How My Wife Taught Me About Change Management

May 29, 2023

“Hey, wasn’t the piano there when I left?” I asked that question when I walked past the dining room. I quickly followed with, “Weren’t those shelves in the bedroom?”

My wife sent me to the grocery store. I had not been gone long. By the time I returned home, she and our sons had moved the piano, moved a side table, removed the books from the shelves, and moved the shelves from the bedroom to the dining room. This was clearly a planned project.

My wife tends to rearrange furniture around holidays. She has done this for as long as we have been married. She has always liked to change the arrangement. 

Her tendency to rearrange was foreign to me when we first married. My parents never moved furniture. Once something was in place, it stayed that way forever (or at least until they replaced the furniture).

I was a practicing attorney at a large law firm before I met my wife. Although I had just started as a new associate at the firm, I was already deeply entrenched in the well-recognized attorney mentality against change. 

As a change-resistant lawyer, the first several times my wife suggested rearranging furniture, I fought hard on behalf of the status quo. My wife quickly learned to wear me down by suggesting a proposed change long before a holiday. She knew I would resist, so she raised the idea and then noted my objections for the next conversation. 
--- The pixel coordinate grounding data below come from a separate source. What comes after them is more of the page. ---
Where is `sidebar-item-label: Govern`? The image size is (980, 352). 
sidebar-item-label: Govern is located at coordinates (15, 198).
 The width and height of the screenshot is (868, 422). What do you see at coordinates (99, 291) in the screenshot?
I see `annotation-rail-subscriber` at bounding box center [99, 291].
She would then mention her idea several more times before the holiday. Each time she discussed her proposal, she would be armed with new reasons why the new arrangement would be superior to the current configuration. 

Whenever she brought up her ideas, she backed them up with reasons I would like the new better than the old. By the time the holidays happened, I would be out of objections and usually convinced that I would like the change. 

After rearranging, my wife would check in to see if I approved the changes. Despite my initial reluctance, I almost always favored the new configuration. Occasionally, based on my feedback, we would make minor changes to improve on the improvement.

My wife was training me to handle change management without me knowing it. At the law firm, we did things a certain way and did not often deviate from the standard process. But when I went in-house at a medical device company, change management immediately became a way of life. At the company, continuous process improvement was expected, even in the legal department. Change became a constant and eventually something I craved instead of resisted. 

Lessons My Wife Taught Me:

1.     Communicate Early: Start the process of communicating the upcoming change long before any change will occur. Set the groundwork for the change and ease those who will be impacted by the change into acceptance of the forthcoming improvements will impact.

2.     Communicate the Why: Simply explaining the upcoming changes is not enough. You need to explain why the change is happening. Most importantly, you need to explain how the change benefits the individuals who will be impacted by the change. People are not likely to adopt a new system or process unless they understand how the changes will improve their lives.

3.     Communicate Often: One or two announcements about a change are generally insufficient. Reminders about the future benefits before and during the change process are often necessary to reinforce the value of the pending changes.

4.     Communicate After: Check in after the change to see if the change has been an improvement. Find ways to improve on the improvement (additional training, process adjustments, configuration changes) based on feedback from those impacted by the change.